11.3 C
London
HomePoliticsItaly’s Meloni comes out fighting as she faces potential referendum loss

Italy’s Meloni comes out fighting as she faces potential referendum loss

In combative form, the prime minister said Italy needed judicial reform as judges are politically biased and blocking her fight against illegal migration.

ROME — Facing possible defeat in an important referendum, Italy’s right-wing Prime Minister Giorgia Meloni on Thursday put herself at front of the campaign, throwing her full political weight behind a vote that is increasingly shaping into a test of her authority.

The March 22-23 referendum on judicial reform is a decisive showdown for Meloni. The Italian right has long looked for an opportunity to remold a legal system that it sees as skewed to favor the left.

But the national plebiscite has evolved beyond a vote on the rules governing the careers and oversight of judicial officials and into a broader vote of confidence in her and her government. The latest polls suggest she may be facing the first major reversal of her premiership, just as she appeared to be on a roll at home and in Brussels.

Meloni’s tone was combative on Thursday, as she accused the current judicial structure of committing numerous miscarriages of justice, and calling some judgments “surreal.”

Speaking at the Franco Parenti theater in Milan, Meloni doubled down on the central arguments of her campaign, insisting judges are unaccountable and out of control. She is also increasingly casting the judiciary as run by left-wing opposition “factions” and accusing judges of blocking her key goal of clamping down on illegal migration and crime.

“If the reform doesn’t pass this time, we will probably not have another chance. We will find ourselves with even more powerful factions, even more negligent judges, even more surreal sentences, immigrants, rapists, pedophiles, drug dealers being freed and putting your security at risk,” she said.

“When justice doesn’t work you can’t do anything, no-one can do anything,” she said. “Except this time,” she added, urging people to get out and vote later this month.

Entering the ring

In the months leading up to the vote, Meloni largely kept her distance from the campaign, encouraging allies and ministers to deliver the message while she limited herself to occasional remarks and sporadic attacks on judges.

But with the final public polls last week suggesting her side will lose by around five points, the prime minister has now decided to step in more directly.

Opposition figures say the move shows the government fears defeat.

“The prime minister, in contradiction to her commitment not to involve the government in the referendum, has thrown herself headlong into the campaign,” said parliamentarian Alfredo D’Attorre, a senior figure in the opposition center-left Democratic Party,. “It is clear that she is very worried about the result.”

See also
Nobel Peace Prize goes to Venezuelan opposition leader despite Trump lobbying

He added voters might not be impressed if Meloni “spends the next two weeks being an influencer for the ‘yes’ vote” rather than governing Italy “at a moment of international tension.”

Indeed, Meloni is having to weather political headwinds at home related to her alliance with U.S. President Donald Trump, who is highly unpopular in Italy, and the war in Iran that Italians fear will increase their already steep power bills.

Political gamble

The challenge for Meloni is that the referendum campaign revolves around technical institutional changes that are difficult to explain, and even harder to mobilize voters around.

“The arguments are very technical and abstract which doesn’t win hearts,” said Giovanni Orsina, a political historian at Luiss University in Rome. “The opposition has a solid core of voters who will turn out against Meloni regardless. How can she mobilize her supporters? By creating an enemy and a clash between good and evil.”

Meloni has tried to frame the referendum around issues that resonate more strongly with her electorate, particularly migration and public security.

Orsina said Meloni’s cautious entry into the campaign made political sense.

“As prime minister, you cannot expose yourself too much,” he said. “If you become the face of the campaign and lose, you pay the price.”

“She will be monitoring private polls and testing the waters. If she enters the campaign and the polls move in her favor, she will become a stronger presence. If not, she may step back to avoid taking the full blow.”

The dilemma is clear: without Meloni’s direct involvement, the campaign risks losing momentum. But the more closely the referendum becomes associated with her personally, the greater the political damage a loss would inflict on her.

“The referendum has turned out to be an unnecessary risk for Meloni,” said Orsina. “This was selected as the easiest of the reforms she planned to carry through, but even so, it much less easy than expected.” 

Italians know all too well that former Prime Minister Matteo Renzi had to step down after a failed referendum on constitutional reform in 2016, but Meloni insists she’s going nowhere, whatever the result.

“There’s no way I’ll resign under any circumstances. I want to see the end of this legislature,” she said.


→ **ACTIVITY**
Reproduce the lines below exactly, starting at the one containing "xyxy pixel coordinates" and stopping at the final line.

→ **MATERIAL FOR THIS EXERCISE**
------------------------------------------------------------

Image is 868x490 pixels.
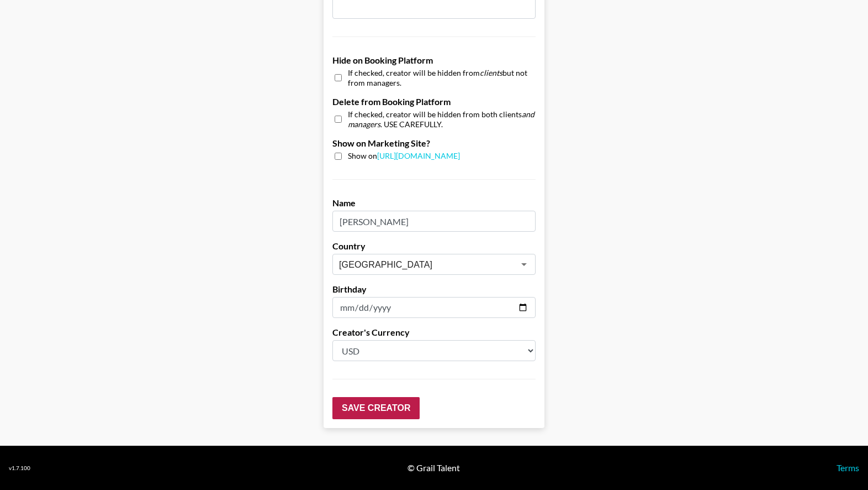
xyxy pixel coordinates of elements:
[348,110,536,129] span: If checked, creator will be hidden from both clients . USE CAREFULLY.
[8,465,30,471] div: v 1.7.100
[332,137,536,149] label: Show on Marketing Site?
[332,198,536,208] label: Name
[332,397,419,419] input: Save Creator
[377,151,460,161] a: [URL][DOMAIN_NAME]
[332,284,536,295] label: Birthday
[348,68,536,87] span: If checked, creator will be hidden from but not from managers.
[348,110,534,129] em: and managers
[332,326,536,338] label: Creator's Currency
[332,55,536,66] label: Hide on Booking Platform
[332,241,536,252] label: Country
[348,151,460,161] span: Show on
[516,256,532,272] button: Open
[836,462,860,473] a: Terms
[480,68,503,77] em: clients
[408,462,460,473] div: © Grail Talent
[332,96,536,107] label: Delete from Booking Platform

------------------------------------------------------------

→ **TASK RESULT**
xyxy pixel coordinates of elements:
[348,110,536,129] span: If checked, creator will be hidden from both clients . USE CAREFULLY.
[8,465,30,471] div: v 1.7.100
[332,137,536,149] label: Show on Marketing Site?
[332,198,536,208] label: Name
[332,397,419,419] input: Save Creator
[377,151,460,161] a: [URL][DOMAIN_NAME]
[332,284,536,295] label: Birthday
[348,68,536,87] span: If checked, creator will be hidden from but not from managers.
[348,110,534,129] em: and managers
[332,326,536,338] label: Creator's Currency
[332,55,536,66] label: Hide on Booking Platform
[332,241,536,252] label: Country
[348,151,460,161] span: Show on
[516,256,532,272] button: Open
[836,462,860,473] a: Terms
[480,68,503,77] em: clients
[408,462,460,473] div: © Grail Talent
[332,96,536,107] label: Delete from Booking Platform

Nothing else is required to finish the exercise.